Monday, August 28, 2006

Mastering Disaster

No matter what the calendar says, summer ends on different days for different families.

For me, it is when the Boy returns to school, taking with him his quotes from Pogo, or Monty Python, or the Marx Brothers, or moving lines from songs I’ve never heard of.

The house grows still, even though he’s not that noisy. The tickety of laptop keys is not all that raucous. The turning of pages in a James Lileks book isn’t boisterous.

But the sounds of Another in one’s space are more than sound and more than simply taking space. It involves making room for Another for a while, and then letting him go…so the space fills with silence even as I picture his trajectory and he rides away in a car jammed to the roof with his possessions.

Or, rather, most of his possessions. This seems to be a season of loss for him: his wallet (or rather, the wallet of his grandfather, which he has used since carrying a wallet became necessary), the portfolio of all his beloved CDs collected over the years of his adolescence, his computer – whose hard drive could not be retrieved and with it went his photos, back-ups of his music…and that part of our identity which comes to rest within the matrices of a machine that we use every blesséd day for years. That particular laptop followed him from dorm room to dorm room for three years and now it is gone, its contents irretrievable.

I reminded him of the following poem and he remembered it from a class he’d taken last year:

One Art

The art of losing isn’t hard to master;
so many things seem filled with the intent
to be lost that their loss is no disaster.

Lose something every day. Accept the fluster
of lost door keys, the hour badly spent.
The art of losing isn’t hard to master.

Then practice losing farther, losing faster:
places, and names, and where it was you meant
to travel. None of these will bring disaster.
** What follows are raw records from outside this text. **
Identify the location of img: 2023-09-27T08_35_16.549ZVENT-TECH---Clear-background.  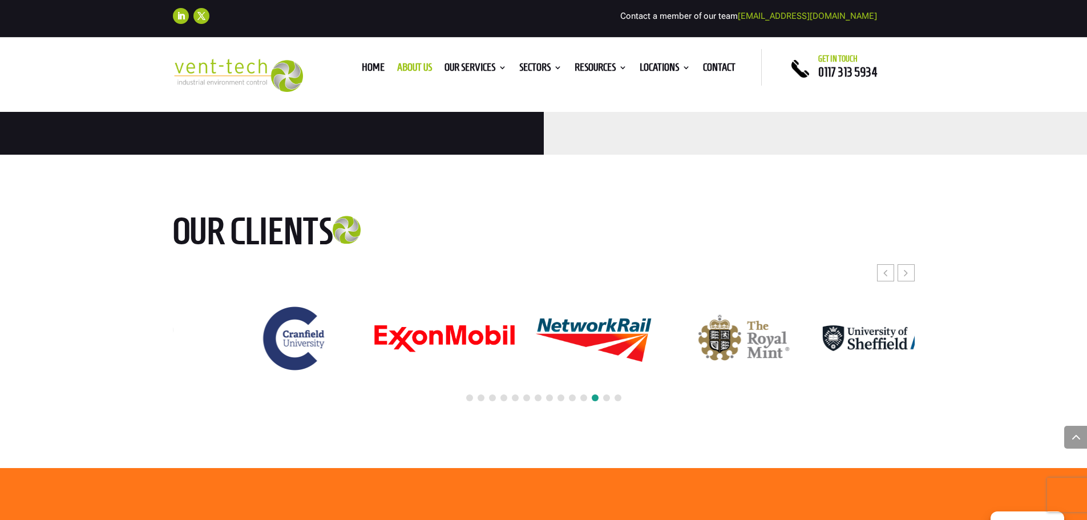
(238, 75).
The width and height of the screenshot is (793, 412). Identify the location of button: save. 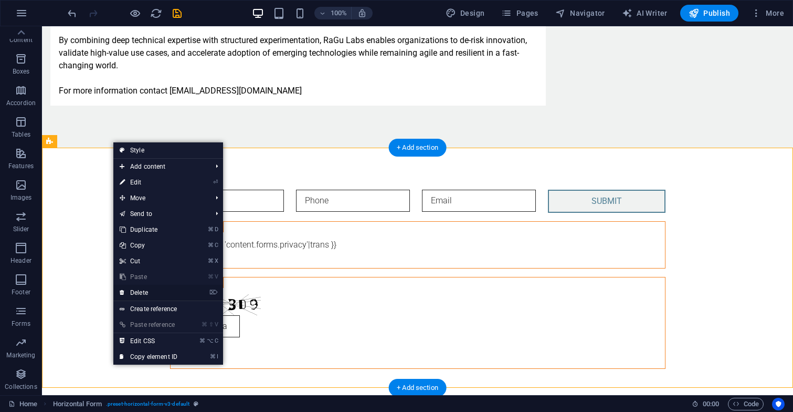
(177, 13).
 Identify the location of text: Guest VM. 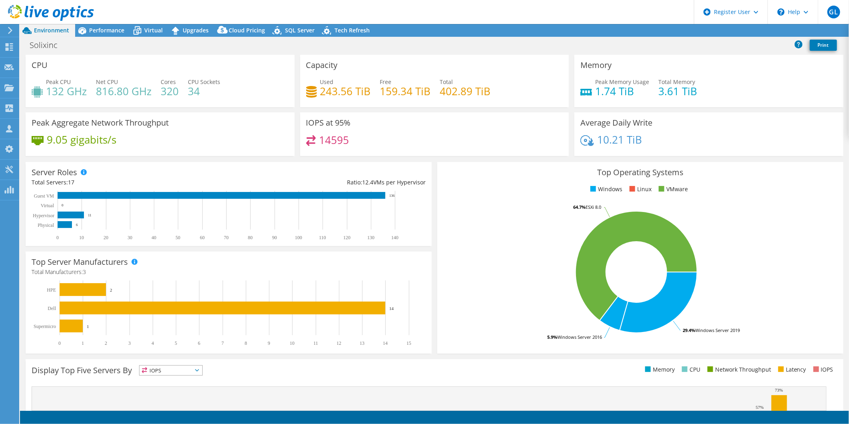
(44, 196).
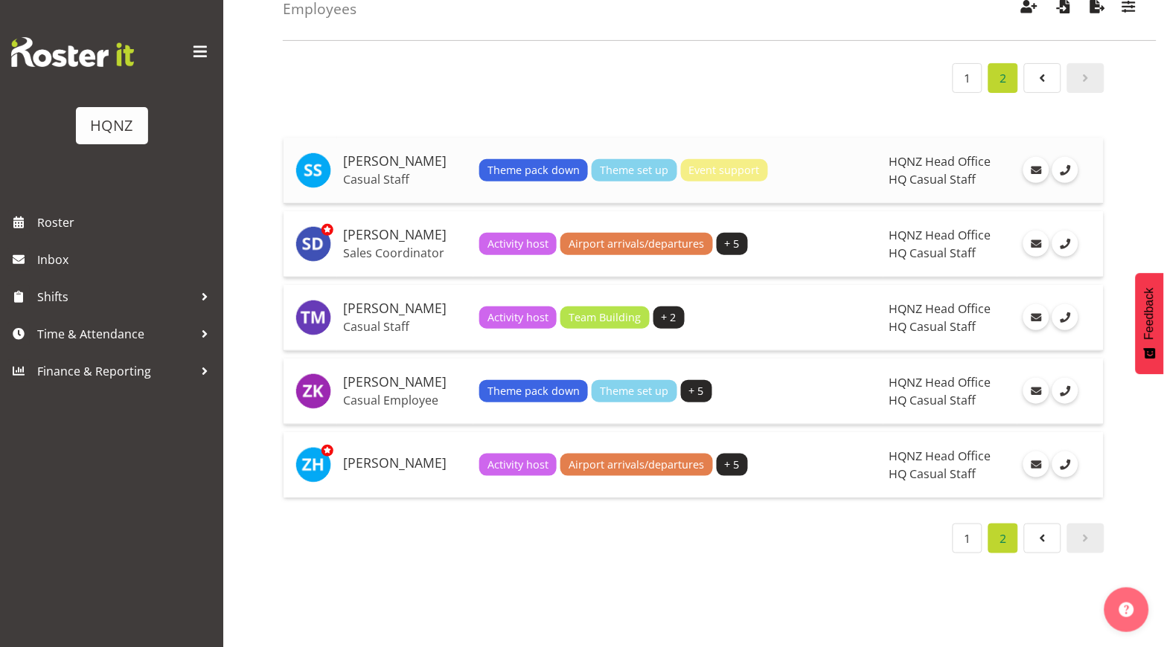 This screenshot has height=647, width=1164. Describe the element at coordinates (115, 371) in the screenshot. I see `span: Finance & Reporting` at that location.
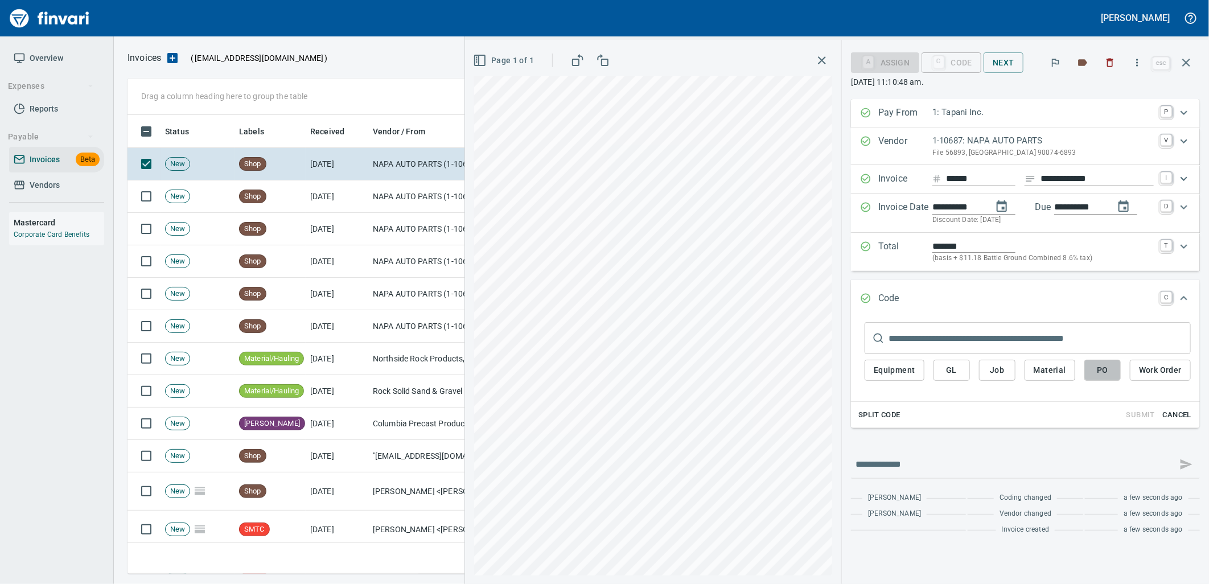  I want to click on span: Beta, so click(88, 159).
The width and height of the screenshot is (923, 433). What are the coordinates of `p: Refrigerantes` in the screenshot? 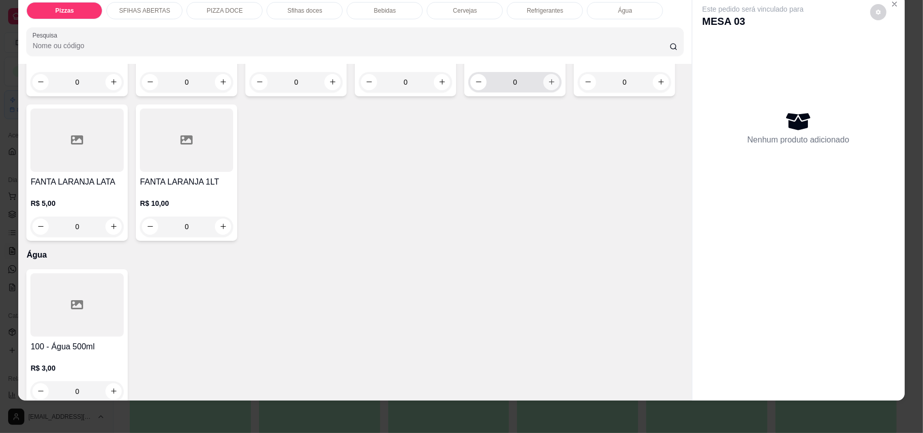 It's located at (545, 11).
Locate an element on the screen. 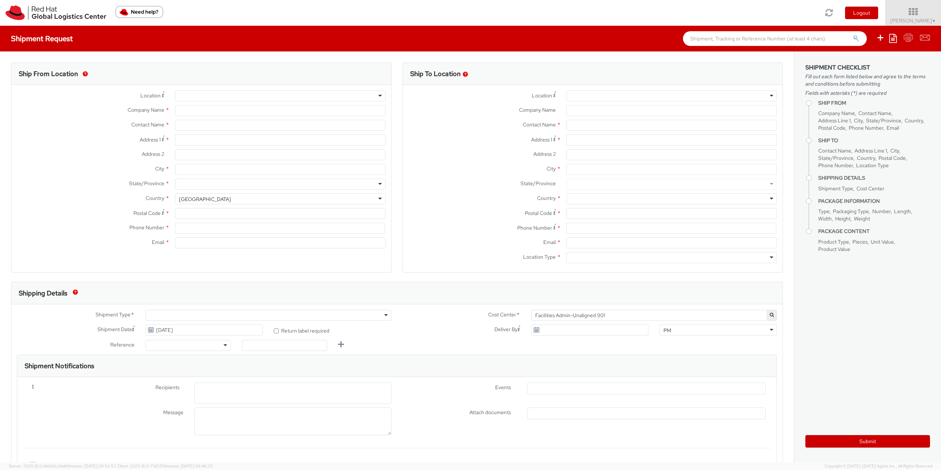 The image size is (941, 470). span: Packaging Type is located at coordinates (851, 211).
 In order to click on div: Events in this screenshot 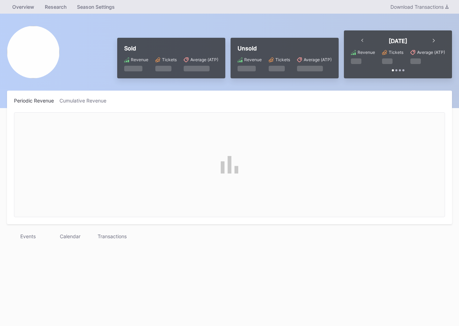, I will do `click(28, 236)`.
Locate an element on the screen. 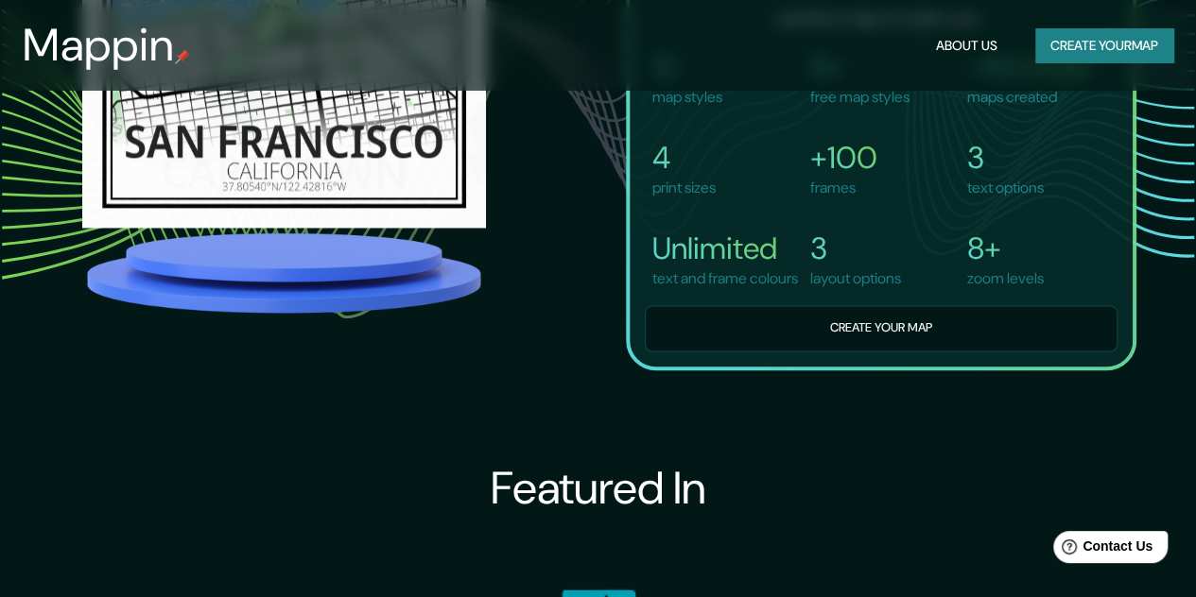 Image resolution: width=1196 pixels, height=597 pixels. button: Create yourmap is located at coordinates (1104, 45).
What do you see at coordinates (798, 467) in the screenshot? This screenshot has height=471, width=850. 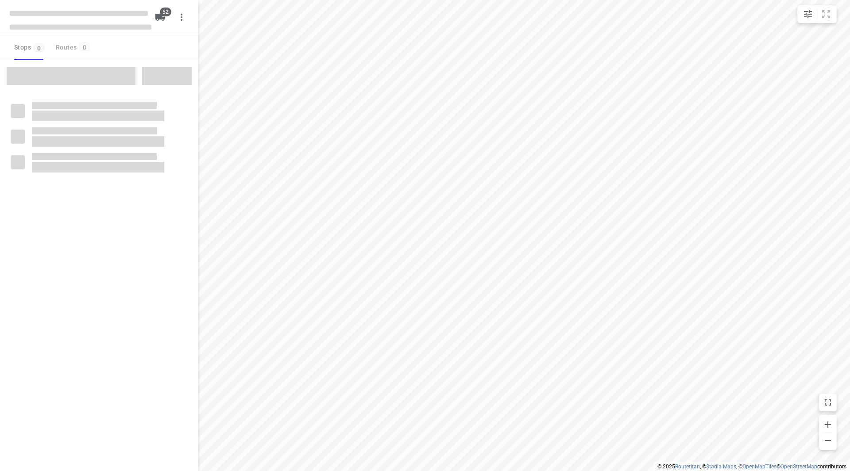 I see `a: OpenStreetMap` at bounding box center [798, 467].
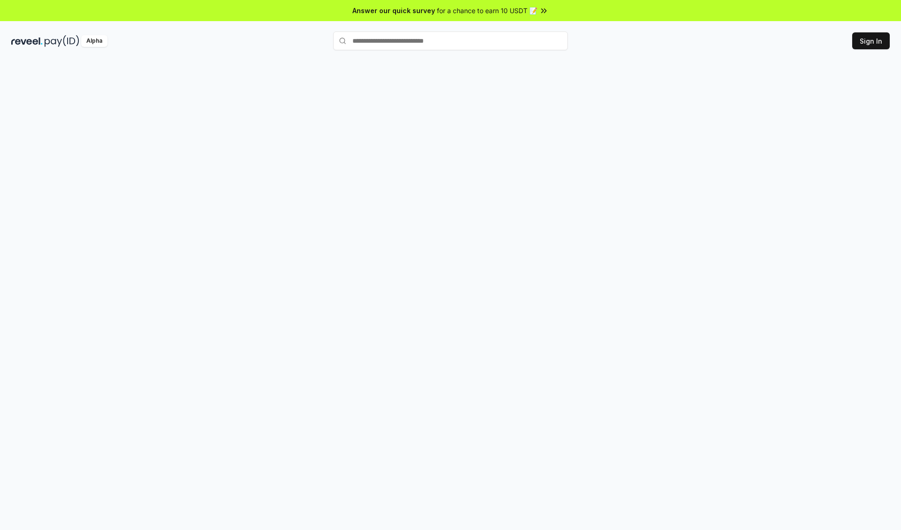  Describe the element at coordinates (487, 10) in the screenshot. I see `span: for a chance to earn 10 USDT 📝` at that location.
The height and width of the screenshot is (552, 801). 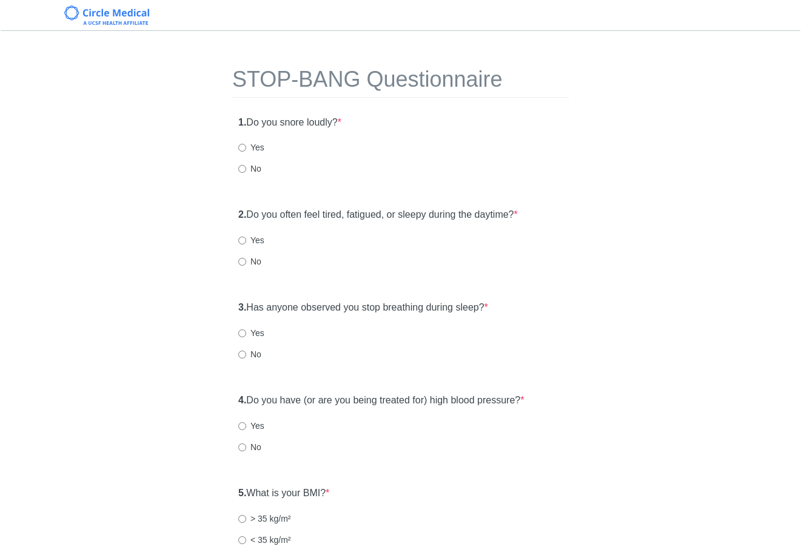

I lost my mother’s watch. And look! my last, or
next-to-last, of three loved houses went.
The art of losing isn’t hard to master.

I lost two cities, lovely ones. And, vaster,
some realms I owned, two rivers, a continent.
I miss them, but it wasn’t a disaster.

---Even losing you (the joking voice, a gesture
I love) I shan’t have lied. It’s evident
the art of losing’s not too hard to master
though it may look like (Write it!) like disaster.